The fundamental review of the trading book set out to simplify the capital management of market risk, but has ended up drifting away from the reality of the business.

What is happening?

At the end of October 2013, the Basel Committee on Banking Supervision (BCBS) published its second consultation paper on the fundamental review of the trading book, fleshing out an earlier, less detailed first draft in May 2012. Industry representatives met with BCBS members to discuss the proposals in December 2013. The consultation period ends on January 31, 2014. The BCBS hopes to finalise the rule in time for approval by the G20 summit in November 2014.

What do the regulators say?

In the words of the BCBS, during the financial crisis of 2008, “the level of capital required against trading book exposures proved insufficient to absorb losses”. This led to a revision of capital requirements under the interim agreement dubbed Basel 2.5, but the committee wanted a more comprehensive overhaul as part of Basel III. The second paper also constitutes an “increased focus on achieving a regulatory framework that can be implemented consistently by supervisors across jurisdictions”.

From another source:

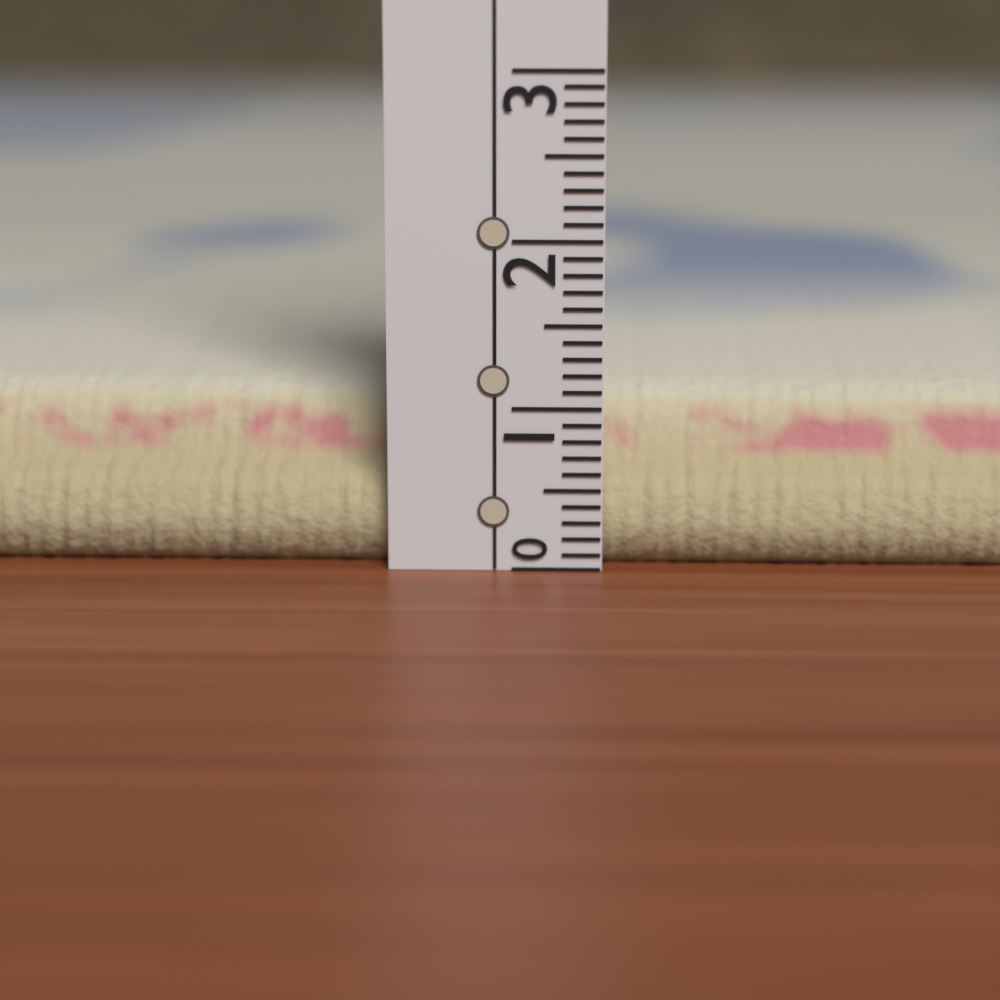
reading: 1.0 (no unit)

What are the main innovations?

Value at risk, a market risk methodology discredited during the financial crisis because of its failure to incorporate the losses from extreme ‘tail-risk’ events, is replaced with the expected shortfall measure, which includes the tail risks. The second major innovation is the introduction of clearer boundaries between the trading book and the banking book. This is to prevent banks from moving more volatile trading assets onto the banking book, where they would have less impact on the profit-and-loss accounts.

The first consultation paper proposed an evidence-based boundary, requiring banks to prove that assets belonged in the chosen book. The industry lobbied for a boundary based on stated intent and the BCBS settled on a compromise between the two.

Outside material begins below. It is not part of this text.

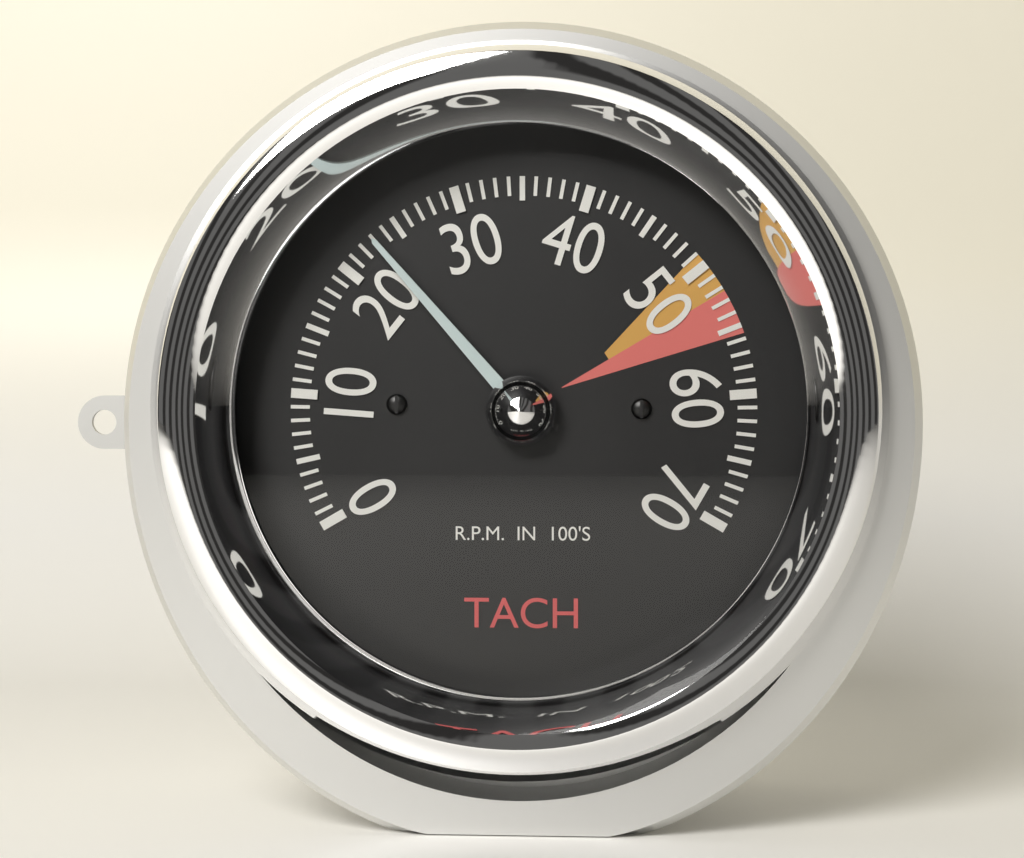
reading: 23 RPM x100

Finally, the BCBS is pursuing the idea of liquidity horizons, where banks will have to model larger shocks for less liquid assets that would take longer to sell or hedge during an episode of market stress. But this innovation could conflict with the actual risk implications of hedging or correlation trades.

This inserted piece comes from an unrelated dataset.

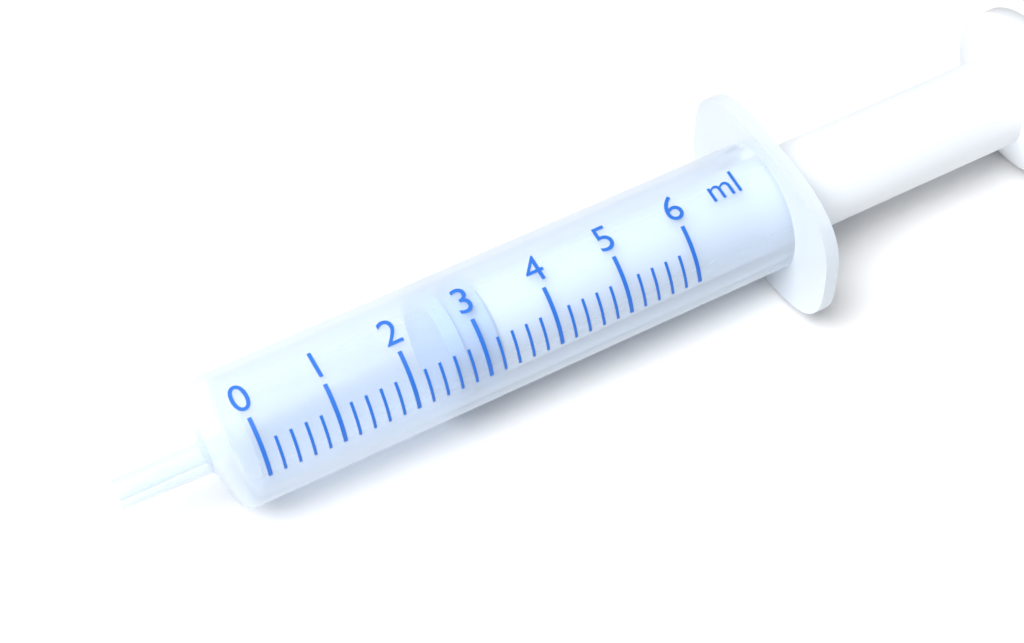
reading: 2.6 ml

“A bank might hedge the interest rate risk on a less liquid bond that has a three-month liquidity horizon with a liquid interest rate swap that has a one-month horizon, leading to a gap in the model outputs, even if the hedge is a good one in risk terms. And the process of measuring correlation risks between assets with different liquidity horizons could also lose economic meaning,” says Lars Popken, head of market risk methodology at Deutsche Bank.

Reg rage anxiety

What do the banks say?

Fears over liquidity horizons reflect a more general concern that the proposals are increasingly divorced from the reality of running a trading desk. “The paper introduces new requirements that are based on theory and not on practice. The ‘use test’ of whether these are models the banks would use to run a business day to day has been replaced by an approach of laying down normative regulatory capital rules that focus on severe stress,” says Mark White, senior vice-president for capital management and optimisation at the Bank of Montreal. Mr White was a chair of the BCBS risk management and modelling group during his time as Canada’s assistant superintendent for financial institutions until 2011.

There is particular dismay about the suggestion that BCBS might use its revised standardised approach as a floor for market risk calculations produced by banks’ own internal models. The new standardised model is based on decomposing the present values of trading book cash flows. Jouni Aaltonen, a director of prudential regulation at the Association for Financial Markets in Europe, says this technique is ill-suited to traded instruments.

“The standardised approach penalises matched-book activities. This is because the market risk capital attributed to a portfolio of perfectly offsetting transactions will not be zero and it will increase with the size of the portfolio, even though its market risk is zero,” he says. He warns that this drawback makes the standardised approach inappropriate as a floor for internal models because “it does not provide the right incentives for continuous improvement of risk models”.

What is the alternative?

Mr Popken says there are other means to improve the comparability of internal model results between banks without requiring a full new capital regime such as the fundamental review. For example, regulators could set the same time period for calculating the volatility assumptions used in models.

“The advantage of keeping risk and capital management connected is that the model is constantly improved by the discussion between capital managers and traders whose risk limits are set using the same model. There is an argument for keeping that incentive to refine the model,” says Mr Popken.